Being away had its season, and it was good. Now let me tell you my story of being home: Once again, I live in the deep quiet of fields and woods, across the pasture from where I grew up. Blue birds flit through the yard of my tiny hundred-year-old cottage, which is wrapped in a picket fence. No kidding. A white picket fence with an arched gate with red honeysuckle vining over it. I feel the ancestors along familiar country roads, in the smell of harvest dust, in the cheerful zinnias that take over my garden in October, just as they did in my grandmother’s garden. My cousins and I quietly tell each other the messy family stories. My sisters and I tell each other the giggly, tearful growing-up stories. In my weekly book club (a Zoomed event which keeps me connected to my away people), we discuss nonfiction, memoir, poetry, novels, and short stories—most recently Diane Oliver’s posthumous collection Neighbors.

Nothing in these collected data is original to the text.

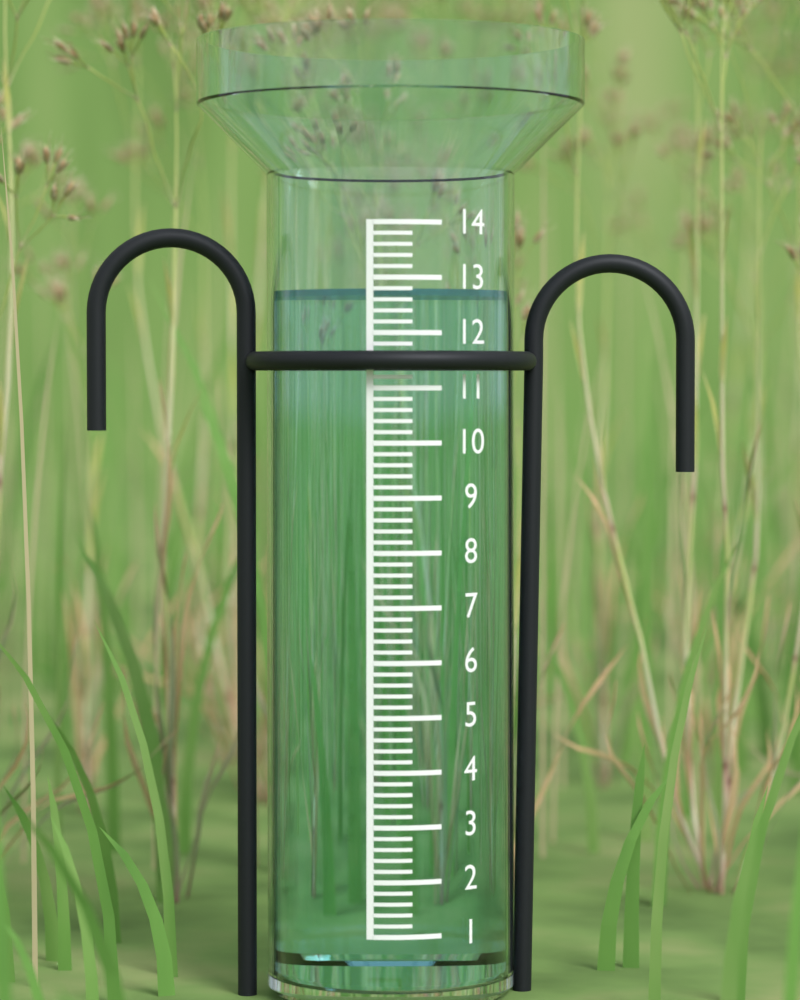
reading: 12.8 (no unit)
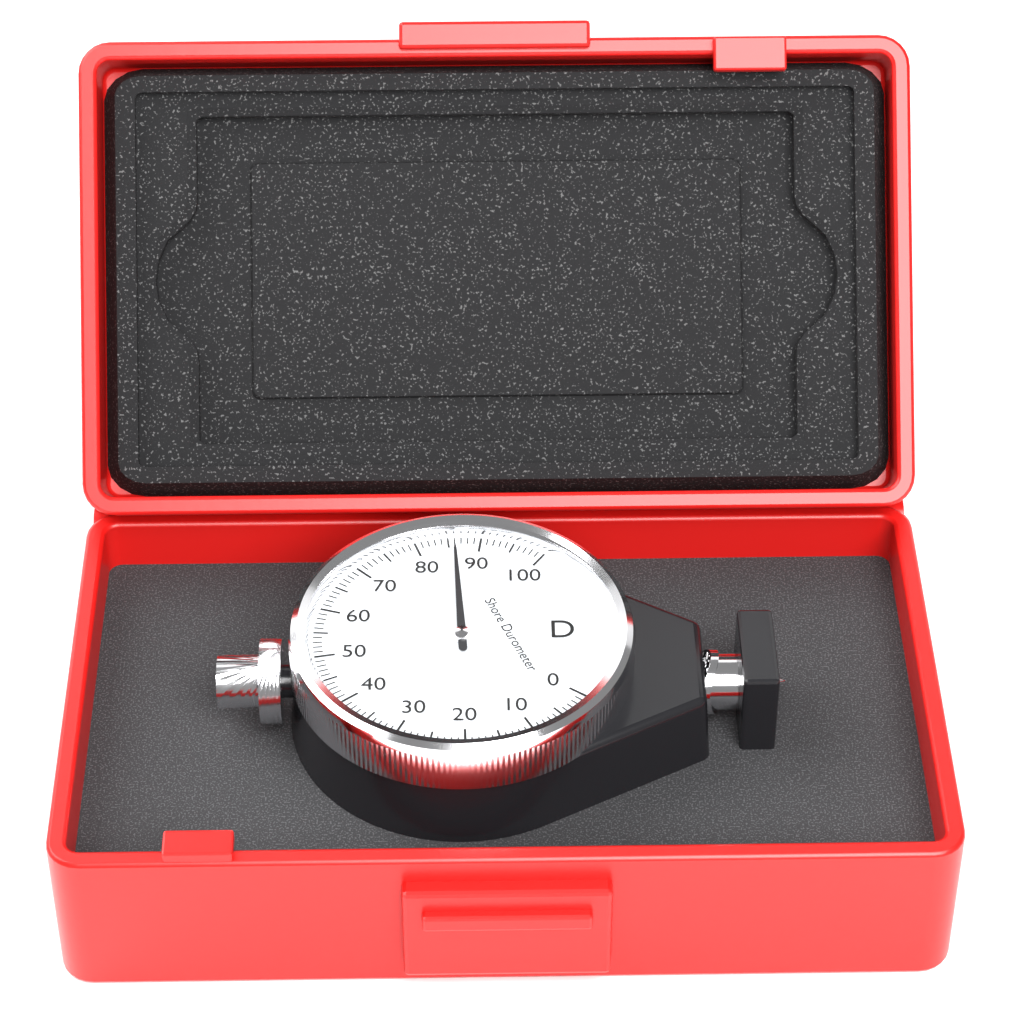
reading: 86 Shore D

I’ve always been fascinated (and a little mystified) by the workings of the short story. As a graduate student, I read the short stories of James Joyce and D. H. Lawrence. Then later Alice Munro and Barbara Kingsolver; Graham Swift, Alister MacLeod, and Edith Pearlman. While I’ve always loved short stories as a reader, only fairly recently did it occur to me to write one. So I did. Exploring the familiar, yet different, writing process for short stories is exciting. The stories I write spring from the same source: An inner place like the rise of ground with the splendid trees, where I feel a story—a shimmer—the details shifty as the sunlight and shadows. The process of finding the story and giving it life does feel holy to me.